Halsey Pens a Morbidly Earnest Self-Send-Off With The Great Impersonator
On an album where the pop artist insists they can be anything, they refuse to languish as a hit-making commodity.

Ever since the synth-pop lightning of “Hurricane” first touched down in 2014, Halsey has been more of an architect than a starlet. Sure, the New Jersey-born songwriter has cranked out their share of Top 40 earworms: the chagrined clapback “Without Me”; bright confessional “Bad At Love”; or teeth-baring declaration of self, “Nightmare.” But those songs convey only a sliver of their respective album rollouts, each hook a pillar upholding the staggering scope of Halsey’s ambitious concepts: “Bad At Love” placed within the charged Shakespearean environment of hopeless fountain kingdom, or most recently, “Nightmare” extending If I Can’t Have Love, I Want Power, a commentary on pregnancy and parenthood that jerks with the push and pull of the Madonna-whore complex.
Yet on her fifth album, The Great Impersonator, Halsey finds herself for the first time working with a limited bandwidth that’s determined by the whims of her body. Earlier this year, the artist shared that was diagnosed with Lupus SLE and a rare T-cell lymphoproliferative disorder in 2022. Both conditions are now “being managed or in remission,” she says—a blessing, but not a guarantee when she penned The Great Impersonator, which she imagined would be her last album. “I wrote each word with the confident terror of a person who might not see tomorrow. Nothing mattered and somehow everything did,” she wrote on X last week.
Often downtrodden but always sparkling with wit, The Great Impersonator is a morbidly earnest self-sendoff, written while staring down a quickly narrowing future. While resisting to buckle under dire circumstances, The Great Impersonator tackles Halsey’s greatest concept yet: if she were born into a different generation, would her life’s trajectory play out the same way? Would the scrappy songwriter Ashley Frangipane become Halsey—and would Halsey, in turn, become ill?
Here she poses as the titular impersonator, using icons of decades past—like Dolly Parton, PJ Harvey, and Aaliyah—as the sonic framework for her own story. And on an album proclaiming that she can be anything, Halsey refuses to languish as a hitmaking commodity in her (possible) final days, abandoning earworms for diary-like lyricism that comprises her most aching work to date.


TASK TO COMPLETE ▸ Write out the entries below once more, exactly, with the pictures left out.

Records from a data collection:
════════════════

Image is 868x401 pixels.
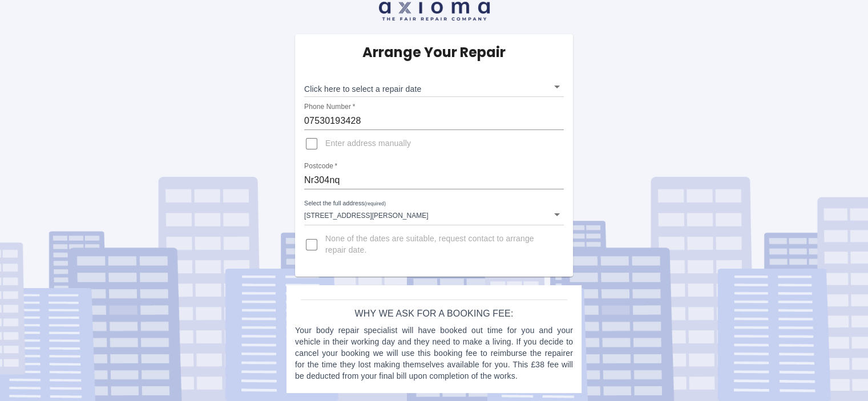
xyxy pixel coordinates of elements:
[304,162,337,171] label: Postcode
[325,138,410,149] span: Enter address manually
[362,43,506,61] h5: Arrange Your Repair
[304,102,355,112] label: Phone Number
[304,199,386,208] label: Select the full address
[295,306,573,321] h6: Why we ask for a booking fee:
[304,204,564,225] div: [STREET_ADDRESS][PERSON_NAME]
[365,201,386,206] small: (required)
[325,233,555,256] span: None of the dates are suitable, request contact to arrange repair date.
[295,325,573,381] p: Your body repair specialist will have booked out time for you and your vehicle in their working d...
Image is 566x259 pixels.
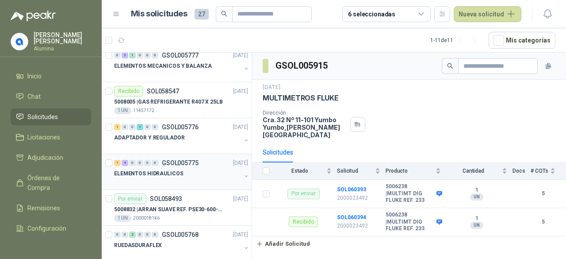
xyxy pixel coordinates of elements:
[195,9,209,19] span: 27
[337,194,381,202] p: 2000023492
[162,124,199,130] p: GSOL005776
[129,124,136,130] div: 0
[114,62,212,70] p: ELEMENTOS MECANICOS Y BALANZA
[276,59,329,73] h3: GSOL005915
[447,162,513,180] th: Cantidad
[162,160,199,166] p: GSOL005775
[114,205,224,214] p: 5008832 | ARRAN SUAVE REF. PSE30-600-70 20HP-30A
[447,168,501,174] span: Cantidad
[114,124,121,130] div: 1
[114,50,250,78] a: 0 3 1 0 0 0 GSOL005777[DATE] ELEMENTOS MECANICOS Y BALANZA
[131,8,188,20] h1: Mis solicitudes
[137,52,143,58] div: 0
[114,107,131,114] div: 1 UN
[129,160,136,166] div: 0
[114,170,183,178] p: ELEMENTOS HIDRAULICOS
[144,124,151,130] div: 0
[27,153,63,162] span: Adjudicación
[11,200,91,216] a: Remisiones
[11,149,91,166] a: Adjudicación
[162,52,199,58] p: GSOL005777
[150,196,182,202] p: SOL058493
[11,220,91,237] a: Configuración
[114,158,250,186] a: 1 4 0 0 0 0 GSOL005775[DATE] ELEMENTOS HIDRAULICOS
[233,87,248,96] p: [DATE]
[275,168,325,174] span: Estado
[27,223,66,233] span: Configuración
[27,71,42,81] span: Inicio
[137,160,143,166] div: 0
[531,189,556,198] b: 5
[11,129,91,146] a: Licitaciones
[34,46,91,51] p: Alumina
[11,108,91,125] a: Solicitudes
[221,11,227,17] span: search
[147,88,179,94] p: SOL058547
[114,122,250,150] a: 1 0 0 1 0 0 GSOL005776[DATE] ADAPTADOR Y REGULADOR
[288,189,320,199] div: Por enviar
[233,195,248,203] p: [DATE]
[531,218,556,226] b: 5
[233,51,248,60] p: [DATE]
[11,68,91,85] a: Inicio
[114,134,185,142] p: ADAPTADOR Y REGULADOR
[489,32,556,49] button: Mís categorías
[337,162,386,180] th: Solicitud
[11,170,91,196] a: Órdenes de Compra
[129,231,136,238] div: 2
[102,190,252,226] a: Por enviarSOL058493[DATE] 5008832 |ARRAN SUAVE REF. PSE30-600-70 20HP-30A1 UN2000018146
[144,160,151,166] div: 0
[152,124,158,130] div: 0
[114,52,121,58] div: 0
[252,236,566,251] a: Añadir Solicitud
[102,82,252,118] a: RecibidoSOL058547[DATE] 5008005 |GAS REFRIGERANTE R407 X 25LB1 UN11457172
[114,193,146,204] div: Por enviar
[337,222,381,230] p: 2000023492
[11,33,28,50] img: Company Logo
[263,116,347,139] p: Cra. 32 Nº 11-101 Yumbo Yumbo , [PERSON_NAME][GEOGRAPHIC_DATA]
[27,92,41,101] span: Chat
[263,110,347,116] p: Dirección
[133,107,154,114] p: 11457172
[114,241,162,250] p: RUEDASDURAFLEX
[152,52,158,58] div: 0
[454,6,522,22] button: Nueva solicitud
[122,160,128,166] div: 4
[152,160,158,166] div: 0
[275,162,337,180] th: Estado
[337,186,366,193] a: SOL060393
[137,231,143,238] div: 0
[11,11,56,21] img: Logo peakr
[431,33,482,47] div: 1 - 11 de 11
[233,159,248,167] p: [DATE]
[27,112,58,122] span: Solicitudes
[386,212,435,232] b: 5006238 | MULTIMT DIG FLUKE REF. 233
[144,52,151,58] div: 0
[233,123,248,131] p: [DATE]
[27,132,60,142] span: Licitaciones
[470,222,484,229] div: UN
[447,63,454,69] span: search
[114,160,121,166] div: 1
[337,168,374,174] span: Solicitud
[447,215,508,222] b: 1
[27,173,83,193] span: Órdenes de Compra
[34,32,91,44] p: [PERSON_NAME] [PERSON_NAME]
[11,88,91,105] a: Chat
[162,231,199,238] p: GSOL005768
[252,236,314,251] button: Añadir Solicitud
[114,215,131,222] div: 1 UN
[263,83,281,92] p: [DATE]
[114,231,121,238] div: 0
[513,162,531,180] th: Docs
[114,229,250,258] a: 0 0 2 0 0 0 GSOL005768[DATE] RUEDASDURAFLEX
[233,231,248,239] p: [DATE]
[386,183,435,204] b: 5006238 | MULTIMT DIG FLUKE REF. 233
[137,124,143,130] div: 1
[531,162,566,180] th: # COTs
[122,52,128,58] div: 3
[348,9,396,19] div: 6 seleccionadas
[337,214,366,220] a: SOL060394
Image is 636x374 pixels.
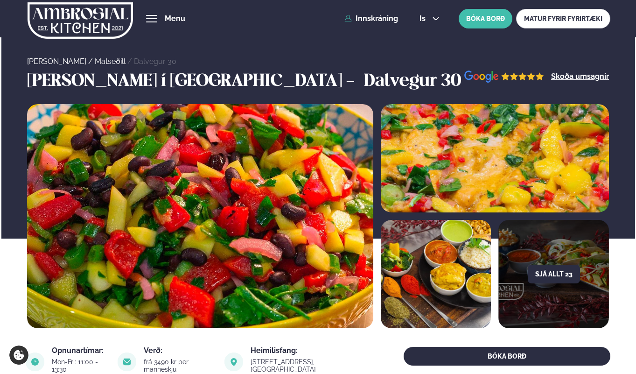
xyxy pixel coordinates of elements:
[27,104,373,328] img: image alt
[52,358,107,373] div: Mon-Fri: 11:00 - 13:30
[381,104,609,212] img: image alt
[146,13,157,24] button: hamburger
[464,70,544,83] img: image alt
[27,57,86,66] a: [PERSON_NAME]
[134,57,176,66] a: Dalvegur 30
[551,73,609,80] a: Skoða umsagnir
[27,70,359,93] h3: [PERSON_NAME] í [GEOGRAPHIC_DATA] -
[344,14,398,23] a: Innskráning
[528,264,580,283] button: Sjá allt 23
[250,358,368,373] div: [STREET_ADDRESS], [GEOGRAPHIC_DATA]
[403,347,610,365] button: BÓKA BORÐ
[144,347,214,354] div: Verð:
[364,70,461,93] h3: Dalvegur 30
[52,347,107,354] div: Opnunartímar:
[250,347,368,354] div: Heimilisfang:
[224,352,243,371] img: image alt
[118,352,136,371] img: image alt
[144,358,214,373] div: frá 3490 kr per manneskju
[381,220,491,328] img: image alt
[95,57,125,66] a: Matseðill
[26,352,44,371] img: image alt
[516,9,610,28] a: MATUR FYRIR FYRIRTÆKI
[9,345,28,364] a: Cookie settings
[458,9,512,28] button: BÓKA BORÐ
[28,1,133,40] img: logo
[88,57,95,66] span: /
[127,57,134,66] span: /
[419,15,428,22] span: is
[412,15,447,22] button: is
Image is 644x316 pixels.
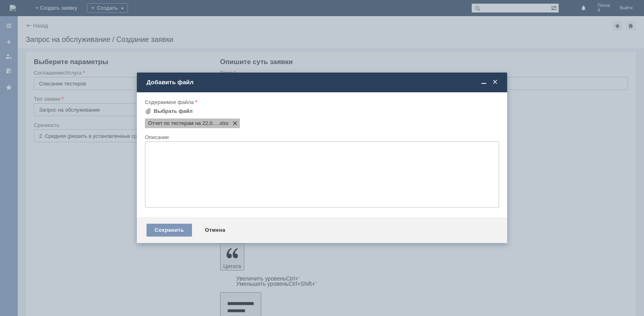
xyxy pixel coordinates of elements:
[491,78,500,86] span: Закрыть
[147,78,500,86] div: Добавить файл
[26,16,88,23] span: с ближайшей поставкой
[145,100,498,105] div: Содержимое файла
[480,78,488,86] span: Свернуть (Ctrl + M)
[145,135,498,140] div: Описание
[148,120,218,127] span: Отчет по тестерам на 22,09,25.xlsx
[154,108,193,115] div: Выбрать файл
[218,120,229,127] span: Отчет по тестерам на 22,09,25.xlsx
[3,42,27,48] span: Спасибо!
[3,3,39,9] span: Добрый день!
[3,16,112,36] span: Просьба прислать новые тестеры на МБК Пенза 9, файл приложен.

════════════════

OUTPUT FOR THIS TASK ▸
Image is 868x401 pixels.
xyxy pixel coordinates of elements:
[304,162,337,171] label: Postcode
[325,138,410,149] span: Enter address manually
[362,43,506,61] h5: Arrange Your Repair
[304,102,355,112] label: Phone Number
[304,199,386,208] label: Select the full address
[295,306,573,321] h6: Why we ask for a booking fee:
[304,204,564,225] div: [STREET_ADDRESS][PERSON_NAME]
[365,201,386,206] small: (required)
[325,233,555,256] span: None of the dates are suitable, request contact to arrange repair date.
[295,325,573,381] p: Your body repair specialist will have booked out time for you and your vehicle in their working d...
Image is 566x259 pixels.
xyxy pixel coordinates of elements:
[195,9,209,19] span: 27
[337,194,381,202] p: 2000023492
[162,124,199,130] p: GSOL005776
[129,124,136,130] div: 0
[114,62,212,70] p: ELEMENTOS MECANICOS Y BALANZA
[276,59,329,73] h3: GSOL005915
[447,162,513,180] th: Cantidad
[162,160,199,166] p: GSOL005775
[114,205,224,214] p: 5008832 | ARRAN SUAVE REF. PSE30-600-70 20HP-30A
[447,168,501,174] span: Cantidad
[114,124,121,130] div: 1
[114,50,250,78] a: 0 3 1 0 0 0 GSOL005777[DATE] ELEMENTOS MECANICOS Y BALANZA
[131,8,188,20] h1: Mis solicitudes
[137,52,143,58] div: 0
[114,107,131,114] div: 1 UN
[129,160,136,166] div: 0
[114,170,183,178] p: ELEMENTOS HIDRAULICOS
[144,124,151,130] div: 0
[27,153,63,162] span: Adjudicación
[11,200,91,216] a: Remisiones
[11,149,91,166] a: Adjudicación
[162,52,199,58] p: GSOL005777
[150,196,182,202] p: SOL058493
[11,220,91,237] a: Configuración
[114,158,250,186] a: 1 4 0 0 0 0 GSOL005775[DATE] ELEMENTOS HIDRAULICOS
[233,87,248,96] p: [DATE]
[275,168,325,174] span: Estado
[27,223,66,233] span: Configuración
[27,71,42,81] span: Inicio
[137,160,143,166] div: 0
[531,189,556,198] b: 5
[11,129,91,146] a: Licitaciones
[34,46,91,51] p: Alumina
[11,108,91,125] a: Solicitudes
[221,11,227,17] span: search
[147,88,179,94] p: SOL058547
[114,122,250,150] a: 1 0 0 1 0 0 GSOL005776[DATE] ADAPTADOR Y REGULADOR
[288,189,320,199] div: Por enviar
[233,195,248,203] p: [DATE]
[531,218,556,226] b: 5
[233,51,248,60] p: [DATE]
[11,68,91,85] a: Inicio
[114,134,185,142] p: ADAPTADOR Y REGULADOR
[489,32,556,49] button: Mís categorías
[337,162,386,180] th: Solicitud
[11,170,91,196] a: Órdenes de Compra
[129,231,136,238] div: 2
[102,190,252,226] a: Por enviarSOL058493[DATE] 5008832 |ARRAN SUAVE REF. PSE30-600-70 20HP-30A1 UN2000018146
[144,160,151,166] div: 0
[152,124,158,130] div: 0
[114,52,121,58] div: 0
[252,236,566,251] a: Añadir Solicitud
[102,82,252,118] a: RecibidoSOL058547[DATE] 5008005 |GAS REFRIGERANTE R407 X 25LB1 UN11457172
[114,193,146,204] div: Por enviar
[337,222,381,230] p: 2000023492
[11,33,28,50] img: Company Logo
[263,116,347,139] p: Cra. 32 Nº 11-101 Yumbo Yumbo , [PERSON_NAME][GEOGRAPHIC_DATA]
[27,92,41,101] span: Chat
[263,110,347,116] p: Dirección
[133,107,154,114] p: 11457172
[114,241,162,250] p: RUEDASDURAFLEX
[152,52,158,58] div: 0
[454,6,522,22] button: Nueva solicitud
[122,160,128,166] div: 4
[152,160,158,166] div: 0
[275,162,337,180] th: Estado
[337,186,366,193] a: SOL060393
[137,231,143,238] div: 0
[11,11,56,21] img: Logo peakr
[431,33,482,47] div: 1 - 11 de 11
[233,159,248,167] p: [DATE]
[27,112,58,122] span: Solicitudes
[386,212,435,232] b: 5006238 | MULTIMT DIG FLUKE REF. 233
[144,52,151,58] div: 0
[233,123,248,131] p: [DATE]
[27,132,60,142] span: Licitaciones
[470,222,484,229] div: UN
[447,63,454,69] span: search
[114,160,121,166] div: 1
[337,168,374,174] span: Solicitud
[447,215,508,222] b: 1
[27,173,83,193] span: Órdenes de Compra
[34,32,91,44] p: [PERSON_NAME] [PERSON_NAME]
[11,88,91,105] a: Chat
[162,231,199,238] p: GSOL005768
[252,236,314,251] button: Añadir Solicitud
[114,215,131,222] div: 1 UN
[263,83,281,92] p: [DATE]
[114,231,121,238] div: 0
[513,162,531,180] th: Docs
[114,229,250,258] a: 0 0 2 0 0 0 GSOL005768[DATE] RUEDASDURAFLEX
[233,231,248,239] p: [DATE]
[386,183,435,204] b: 5006238 | MULTIMT DIG FLUKE REF. 233
[137,124,143,130] div: 1
[531,162,566,180] th: # COTs
[122,52,128,58] div: 3
[348,9,396,19] div: 6 seleccionadas
[337,214,366,220] a: SOL060394
Image is 636x374 pixels.
xyxy pixel coordinates of elements:
[27,104,373,328] img: image alt
[52,358,107,373] div: Mon-Fri: 11:00 - 13:30
[381,104,609,212] img: image alt
[146,13,157,24] button: hamburger
[464,70,544,83] img: image alt
[27,57,86,66] a: [PERSON_NAME]
[134,57,176,66] a: Dalvegur 30
[551,73,609,80] a: Skoða umsagnir
[27,70,359,93] h3: [PERSON_NAME] í [GEOGRAPHIC_DATA] -
[344,14,398,23] a: Innskráning
[528,264,580,283] button: Sjá allt 23
[250,358,368,373] div: [STREET_ADDRESS], [GEOGRAPHIC_DATA]
[403,347,610,365] button: BÓKA BORÐ
[144,347,214,354] div: Verð:
[364,70,461,93] h3: Dalvegur 30
[52,347,107,354] div: Opnunartímar:
[250,347,368,354] div: Heimilisfang:
[224,352,243,371] img: image alt
[118,352,136,371] img: image alt
[144,358,214,373] div: frá 3490 kr per manneskju
[381,220,491,328] img: image alt
[95,57,125,66] a: Matseðill
[26,352,44,371] img: image alt
[516,9,610,28] a: MATUR FYRIR FYRIRTÆKI
[9,345,28,364] a: Cookie settings
[458,9,512,28] button: BÓKA BORÐ
[28,1,133,40] img: logo
[88,57,95,66] span: /
[127,57,134,66] span: /
[419,15,428,22] span: is
[412,15,447,22] button: is
Image is 644x316 pixels.
xyxy pixel coordinates of elements:
[491,78,500,86] span: Закрыть
[147,78,500,86] div: Добавить файл
[26,16,88,23] span: с ближайшей поставкой
[145,100,498,105] div: Содержимое файла
[480,78,488,86] span: Свернуть (Ctrl + M)
[145,135,498,140] div: Описание
[148,120,218,127] span: Отчет по тестерам на 22,09,25.xlsx
[154,108,193,115] div: Выбрать файл
[218,120,229,127] span: Отчет по тестерам на 22,09,25.xlsx
[3,42,27,48] span: Спасибо!
[3,3,39,9] span: Добрый день!
[3,16,112,36] span: Просьба прислать новые тестеры на МБК Пенза 9, файл приложен.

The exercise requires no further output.